University of Maryland to Host Pioneering Climate Forum in May

The University of Maryland (UMD) will host the first ever Climate Action Forum on May 4th at its College Park campus.

The forum will precede the Climate Action 2016 Summit, to be held in Washington, D.C. on May 5th and 6th. Both the forum and the summit are designed to supplement the United Nations Climate Conference that took place in Paris last December.

Dr. Fernando Miralles-Wilhelm, Director of the University of Maryland’s Cooperative Institute for Climate and Satellites, is a co-organizer of the UMD-hosted event. He explained that the Paris agreements, which marked the 21st Conference of the Parties (COP21) of the United Nations, are primarily focused on the formulation of policies, but not on their implementation.

“Those meetings are particularly concentrated on trying to lay out road maps and policies and trying to get countries to agree to do things. But there’s really no follow up on what was agreed upon,” Miralles-Wilhelm said.

To keep the conversation going, a group of faculty and scientists at the University of Maryland, led by the Dean of Public Policy, Robert Orr, decided to bring world leaders together once again, this time in a different way.

According to Miralles-Wilhelm, Orr’s vision for a follow-on discussion would include science and technical experts, not just world leaders.

“He concocted this idea that it would be nice to have a mid-year summit that would be different,” explained Miralles-Wilhelm. “The audience would be slightly different; not just heads of state, but more of the doers. They would focus more on implementation of whatever was agreed on in the Paris meetings.”

While the larger two-day Climate Action Summit requires a formal invitation, the UMD-hosted Climate Action Forum is open to the public. Members of academia and leaders from the public and private sector were invited to submit detailed proposals, which will be discussed at the forum.

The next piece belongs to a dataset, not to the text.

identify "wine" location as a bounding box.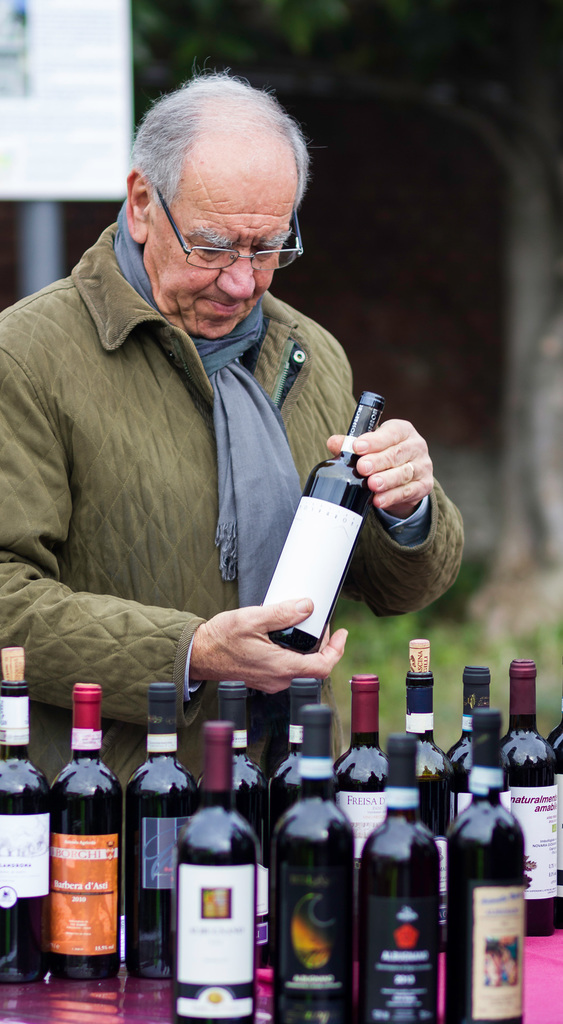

So far, forum-organizers have received over sixty proposals, which they’ve pared-down to roughly twenty.

For scientists at UMD’s Earth System Science Interdisciplinary Center (ESSIC), the idea of reoccurring forums and workshops on climate change presents a unique opportunity for Center researchers to highlight their own efforts and expertise.

“Particularly [for] us here at ESSIC, we have a lot to contribute on the science side, so we’re very much looking forward to this happening more frequently,” said Miralles-Wilhelm.

As a first-time event, an overall consensus on how to best gauge success or a desired outcome is somewhat challenging.  Organizers are optimistic however, that the UMD-hosted forum will help continue to bridge the gap between simply talking about climate change and actually doing something about it.

“There was a missing piece in the middle that connects the agreements and the policy-making, which is the theoretical and scientific backbone upon which you make decisions,” Miralles-Wilhelm noted. “What we expect this will do is create an academic backbone to the process.”